Two of the books I’m currently reading, Black Glass, by Karen Joy Fowler and Flying Close to the Sun, by Cathy Wilkerson, both fellow Boomers, are bringing back to me the danger and excitement of just being on the streets in the ‘Sixties as a young person engaged in the movements for civil rights and against the war in Vietnam.
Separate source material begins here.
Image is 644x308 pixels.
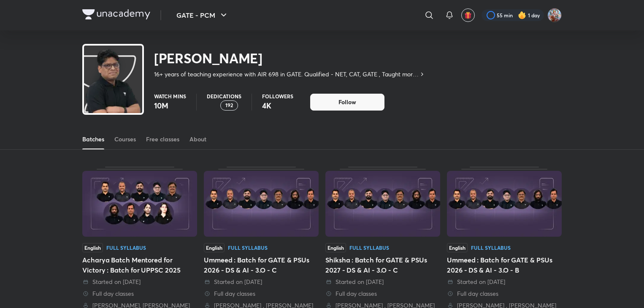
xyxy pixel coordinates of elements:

Here is an excerpt from Flying Close to the Sun which is a graphic and typical example of why I remain so fond of cops to this day:

On January 17 [1969], John Huggins and Hunchy Carter, leaders of the LA Panthers, were gunned down at a meeting of UCLA students, called to establish a black studies department. The Panthers had been invited by some students to provide a counterbalance to members of another black organization, Ron Karenga’s US (United Slaves), because some students had felt intimidated by the armed men from US that had recently insisted on speaking on their behalf to the administration. Several people at the time saw who had done the shooting, but those identified were not arrested. Instead, police jailed seventy-five members of the Panthers that night. One was the widow of slain John Huggins, even though she was the nursing mother of a three-week-old baby. John Huggins was a Vietnam vet who had left Lincoln University in Pennsylvania to work with the Panthers. Many suspected at the time that US had been infiltrated and as being used by the LAPD to get rid of the Panthers.
When news of the shooting reached us (SDS members), I was stunned. The police response, to do a sweep of Panthers and not arrest anyone from US, seemed strong evidence that informants or agents were somehow involved.
[Flying Close to the Sun, pp.246-247]

And here is an episode that explains in part the genesis of my great love and respect for Cowboy Ronnie:

Militant demonstrations erupted on several campuses that April [1969]. In Berkeley, black students and white supporters went on strike, demanding an autonomous black studies department. Governor Ronald Reagan called in the National Guard. [Flying Close to the Sun, p.248]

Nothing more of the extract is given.